First of all, nothing seems to link the title, Isahluko sokugqibela (The last chapter), to the main message of the story, namely, that education redeems from hunger and destitution, and that it is the only means by which an individual can serve his people (issues that are themselves highly debatable). Thus the title remains for the greater part obscure and inaccessible. Nothing seems to feature and stand out as a representation of the last chapter in the story. A chapter is normally found in a book and can be translated in metaphorical terms to mean the last stage of an individual’s life. But by the end of the story both of the leading characters, Themba and Bongani, are still young and have the potential to catch up with their education. The death of Themba’s father does not feature as a central event as he is only a minor character. If this title were to be said to reflect a Xhosa idiom, such an idiom would indeed be quite parochial.

Themba’s father, who perpetrates serious violence on his son, does not seem to be much attached to the latter. We watch the scene in utter disbelief when he suddenly dies of a heart attack, supposedly due to his grief after being rejected by his son.

There are one or two disconcerting inconsistencies that could be attributed to a possible lack of writing experience on the part of the author. At Fisher Panel Beaters (p 69) the writer states that the manager gave Themba cold tools and it was cold on that day. We deduce from the previous pages (pp 66-8) that this cold was experienced on 13 February, suggesting a considerably hot season in the Eastern Cape, a time when temperatures are high even at night and cold is not a concern. Another example of an inconsistency is where the writer informs us that Bheki proposed marriage to Nomfundo when they were doing their final years at university (p 98). Yet the writer maintains that whilst Nomfundo was celebrating her success after passing her BA degree, Bheki was already a lawyer with an office of his own in Durban (p 98). We know that Bheki could not be logically said to have managed such a fast-tracked career in the domain of law in South Africa in the 1990s.

The theme of domestic violence, which leads to collective communal trauma, is treated too light-heartedly and dismissed without much attention. Here again the novelist misses a good opportunity to captivate his reading audience. This, coupled with the fact that the writer fails to acknowledge the experience of both Themba and Bongani as itself a form of education, reflects a rather narrow-minded interpretation of the term education.

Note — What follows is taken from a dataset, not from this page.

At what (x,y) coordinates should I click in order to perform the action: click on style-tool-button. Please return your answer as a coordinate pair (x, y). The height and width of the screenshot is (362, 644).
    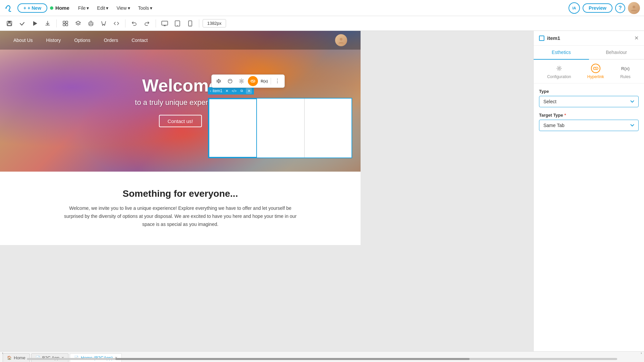
    Looking at the image, I should click on (230, 81).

This novel represents a worthy attempt to stress the importance of education, but, viewed in the context of the present South African unemployment scenario, it fails to account for the absence of jobs even for university graduates. Themba, who scorns education and rejects his parents, loses his job and begins to feel bad about the way he has treated his father, but his misfortunes do not seem to be occurring as a direct result of his rejection of education nor do they appear as unique.

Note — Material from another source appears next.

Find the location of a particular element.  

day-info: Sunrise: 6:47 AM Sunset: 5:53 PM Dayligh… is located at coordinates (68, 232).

Sisusa does not appear to set a new standard for contemporary Xhosa novels. Generally, Xhosa novelists concentrate on elementary designs of realism and do not seem to spend sufficient time in creating and designing their fiction to fit the description of advanced word art. Sisusa’s novel possesses a linear plot like a short story, and is not enriched by any deep meaning because, in any event, it lacks deep structure.